66 pages • 2 hours read
Sal describes her homesickness for the family farm in Bybanks. When her father first brought her to Euclid roughly a year ago, she was dismayed to find the car stopping in front of a house without any trees. As her father tried to persuade her to greet his friend Margaret Cadaver—the owner of the house—Sal noticed a girl watching her from a next-door window. Sal later became friends with this girl—Phoebe Winterbottom—and told her story to her grandparents during a recent road trip. She likens Phoebe’s story to a plaster wall in her home in Bybanks; when Sal’s mother left, her father began pulling down the plaster, eventually revealing a fireplace behind it. Similarly, Sal says, she has realized that her own story lies just below the surface of Phoebe’s.
Sal skips back to the moment when Gram and Gramps announce their plans for a cross-country trip. Sal’s father encourages her to go, ostensibly to keep an eye on his eccentric and accident-prone parents, but really because Lewiston is the place where Sal’s mother is “resting peacefully” (5). Sal feels an urgent need to reach Lewiston by her mother’s birthday: “During the week before we left, the sound of the wind was hurry, hurry, hurry, and at night even the silent darkness whispered rush, rush, rush” (6).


=== Exercise goal ===
Give back the records below exactly, every one, with no pictures.

=== Input data ===
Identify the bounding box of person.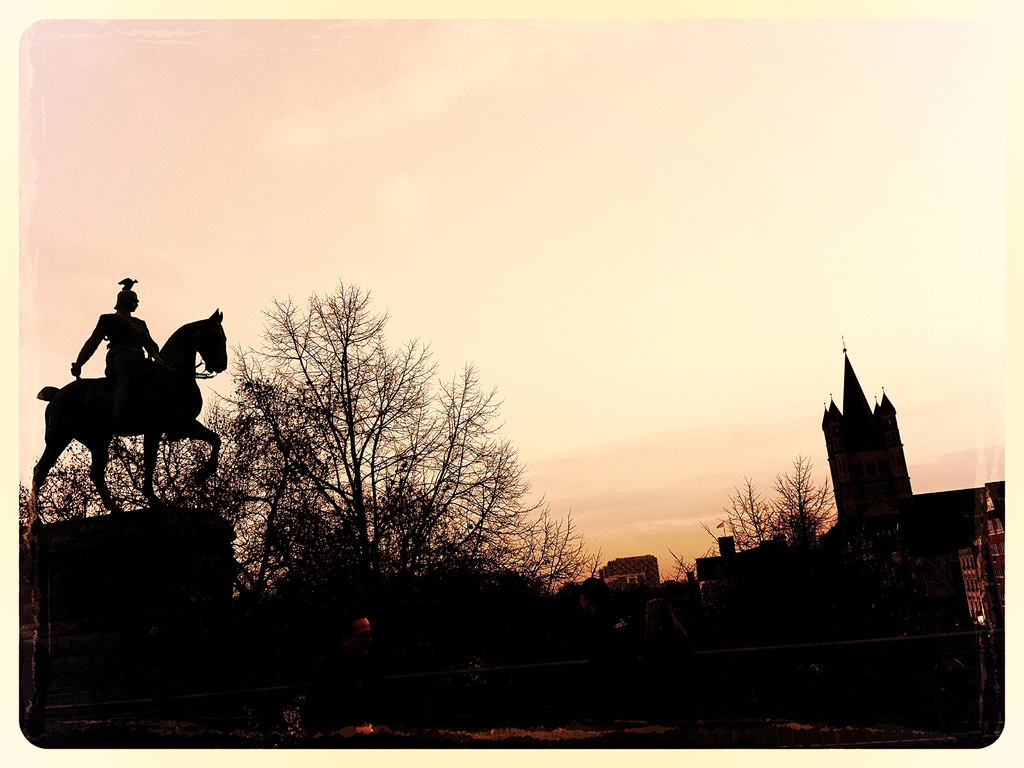
x1=74 y1=273 x2=160 y2=463.
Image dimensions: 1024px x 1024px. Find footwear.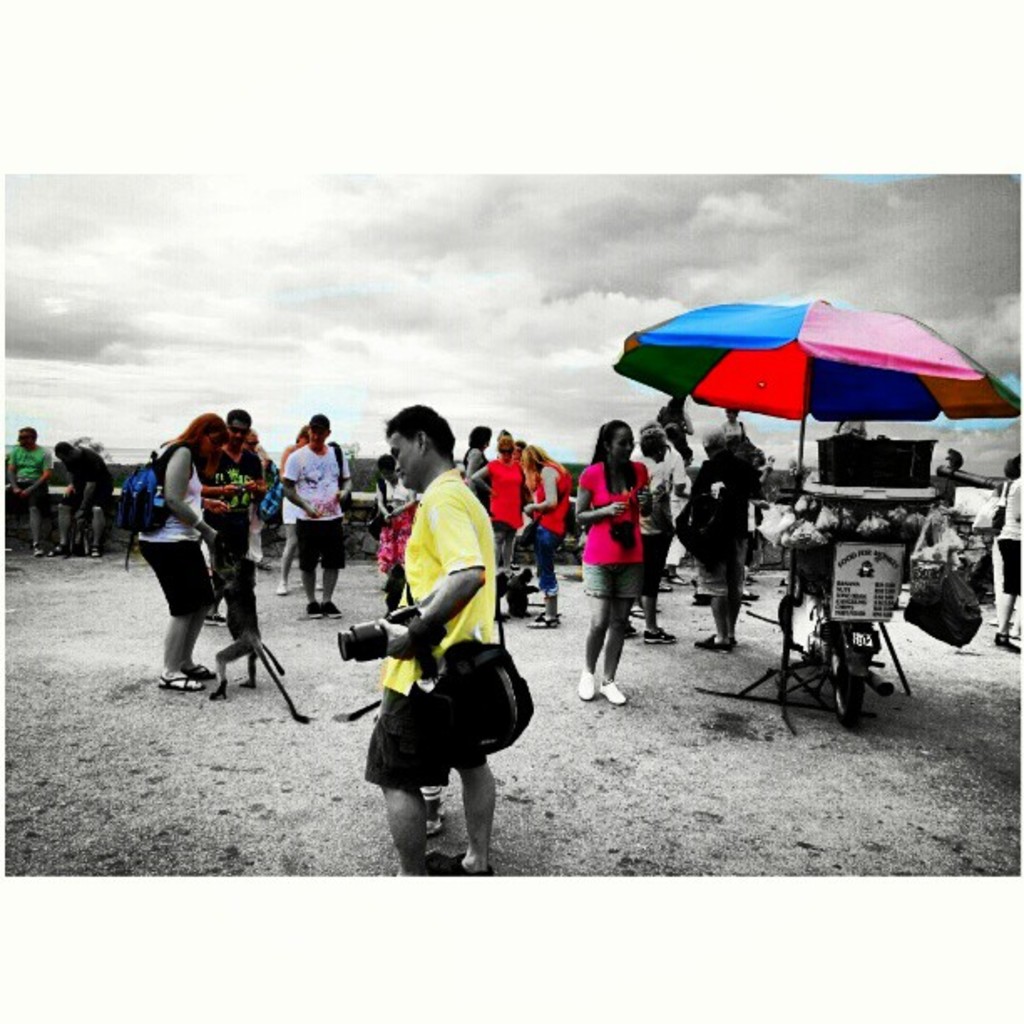
<bbox>599, 676, 617, 703</bbox>.
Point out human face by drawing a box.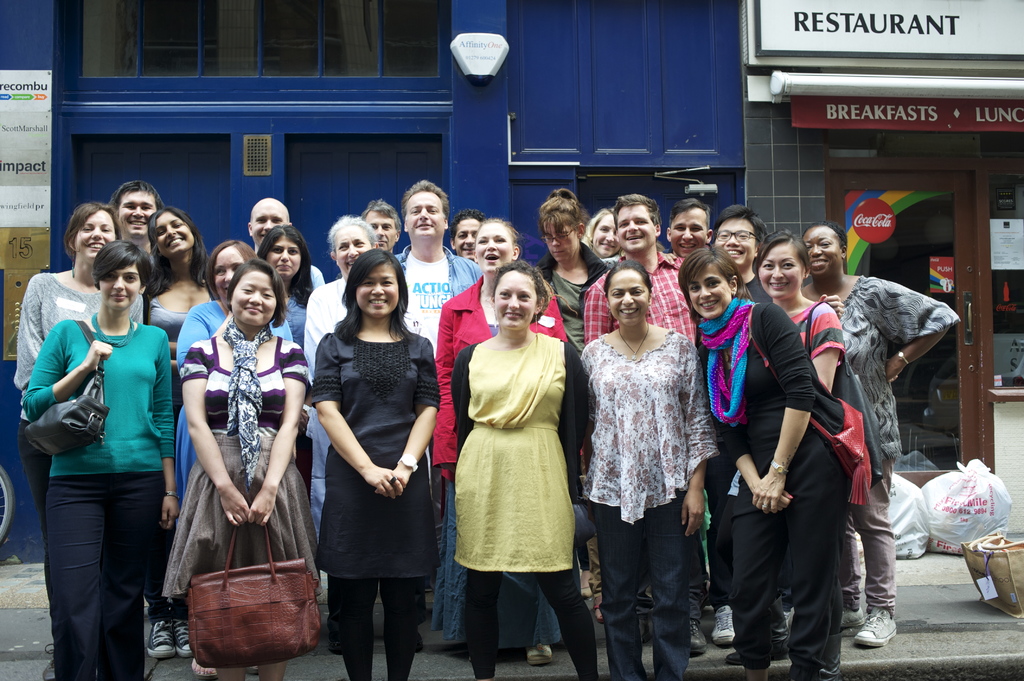
pyautogui.locateOnScreen(710, 221, 754, 271).
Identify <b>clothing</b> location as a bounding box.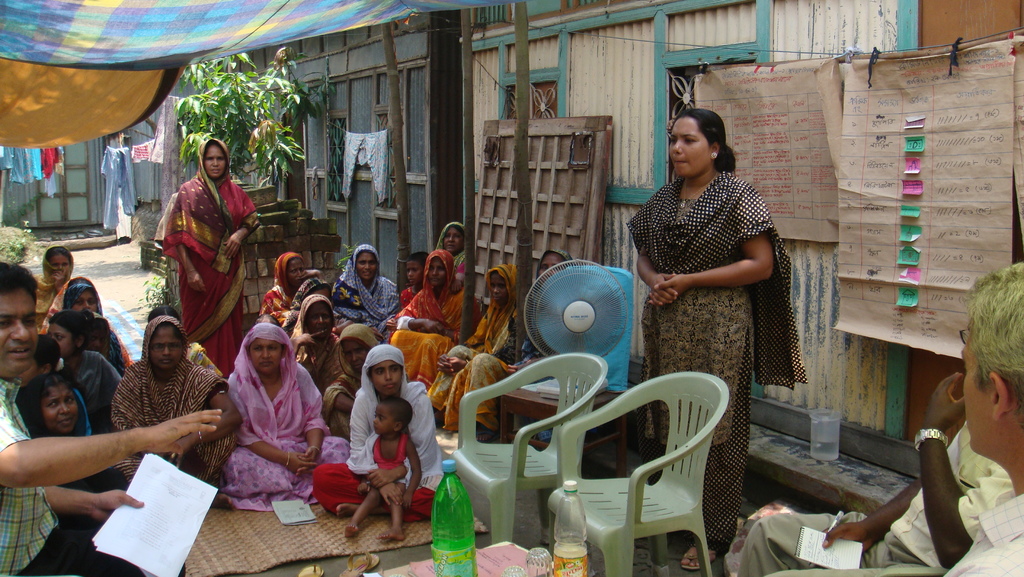
<bbox>433, 264, 522, 428</bbox>.
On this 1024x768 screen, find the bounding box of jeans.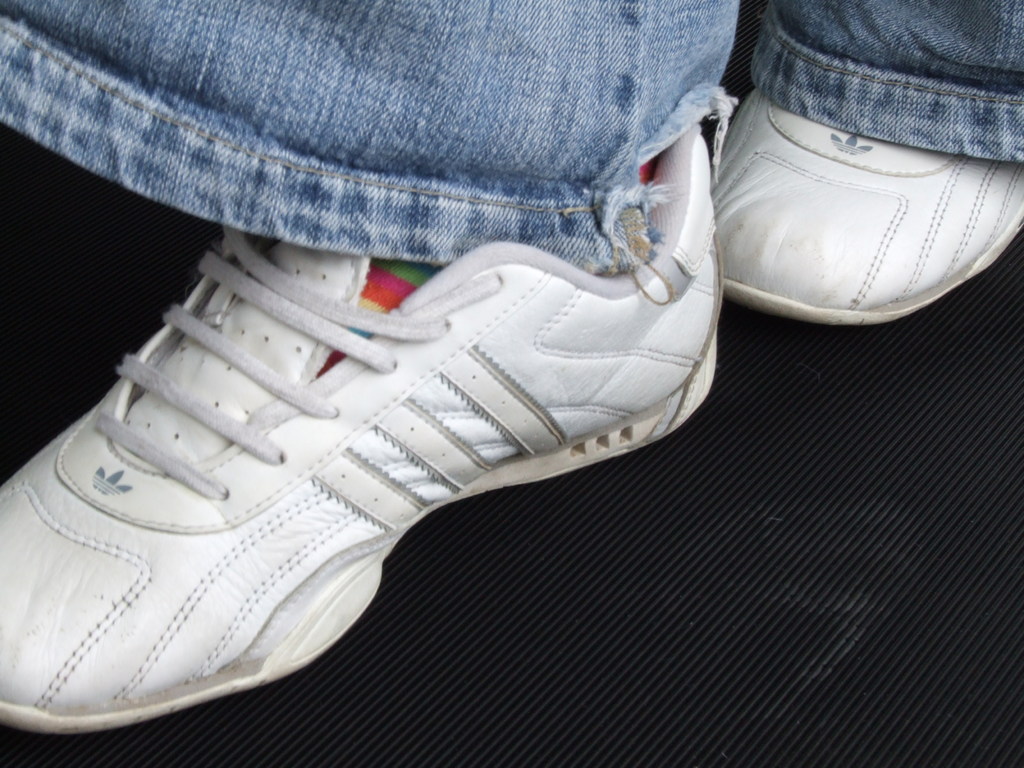
Bounding box: <bbox>0, 0, 743, 274</bbox>.
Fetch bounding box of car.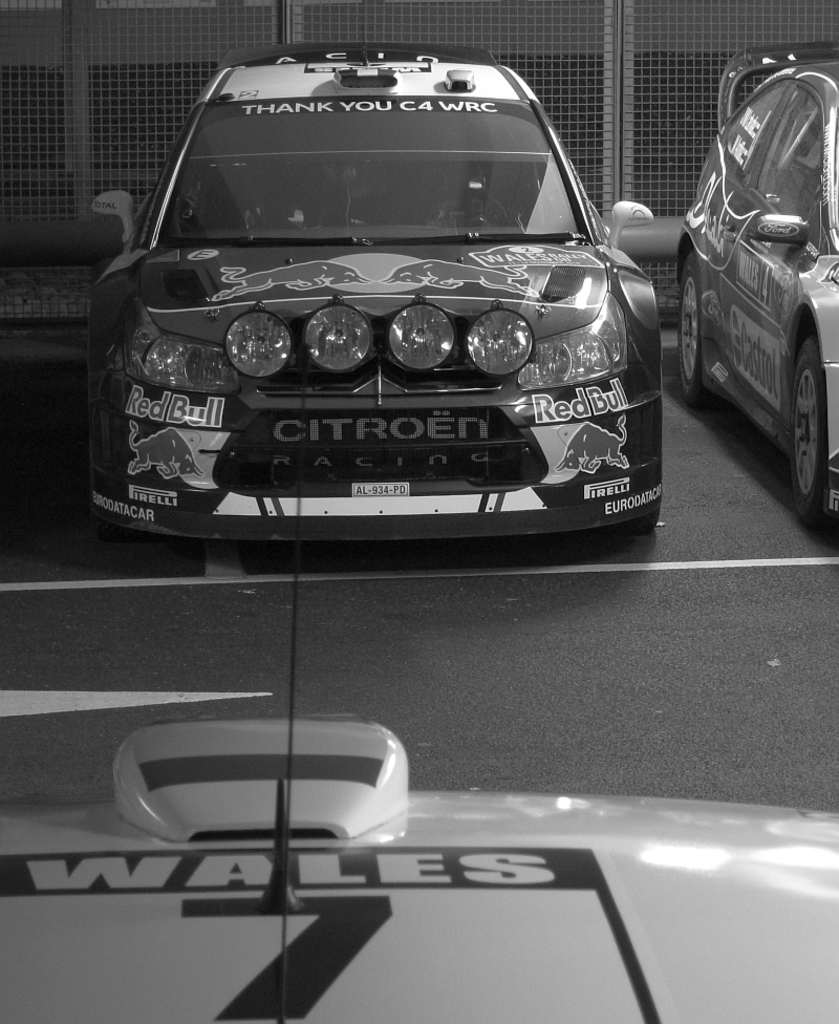
Bbox: Rect(679, 43, 838, 542).
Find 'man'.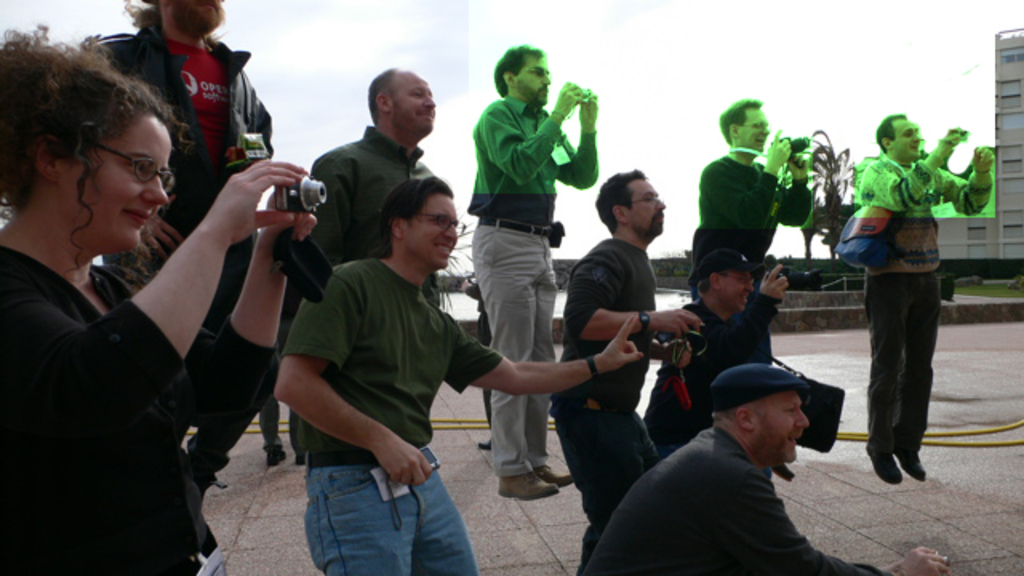
[left=638, top=235, right=797, bottom=459].
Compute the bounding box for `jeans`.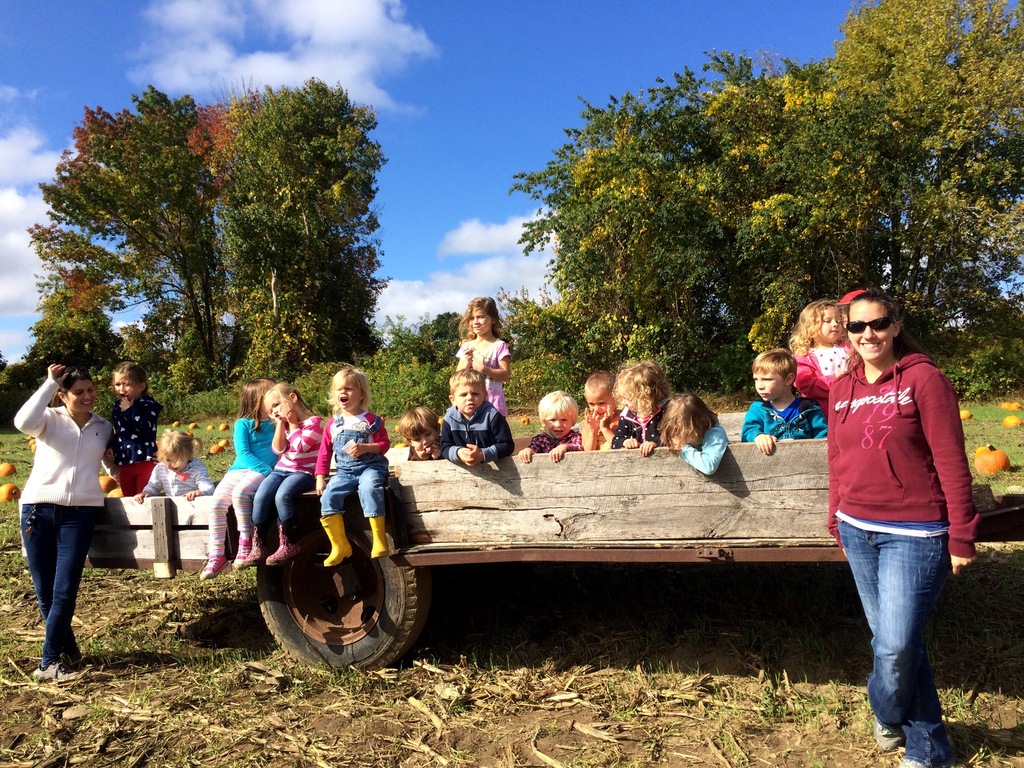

=== Result ===
Identify the bounding box of person.
x1=74 y1=273 x2=160 y2=463.
Image dimensions: 1024px x 1024px. Find footwear.
<bbox>599, 676, 617, 703</bbox>.
Point out human face by drawing a box.
pyautogui.locateOnScreen(710, 221, 754, 271).
Identify <b>clothing</b> location as a bounding box.
<bbox>433, 264, 522, 428</bbox>.
On this 1024x768 screen, find the bounding box of jeans.
Bounding box: <bbox>0, 0, 743, 274</bbox>.
Fetch bounding box of car.
Bbox: Rect(679, 43, 838, 542).
Find 'man'.
[left=638, top=235, right=797, bottom=459].
Compute the bounding box for `jeans`.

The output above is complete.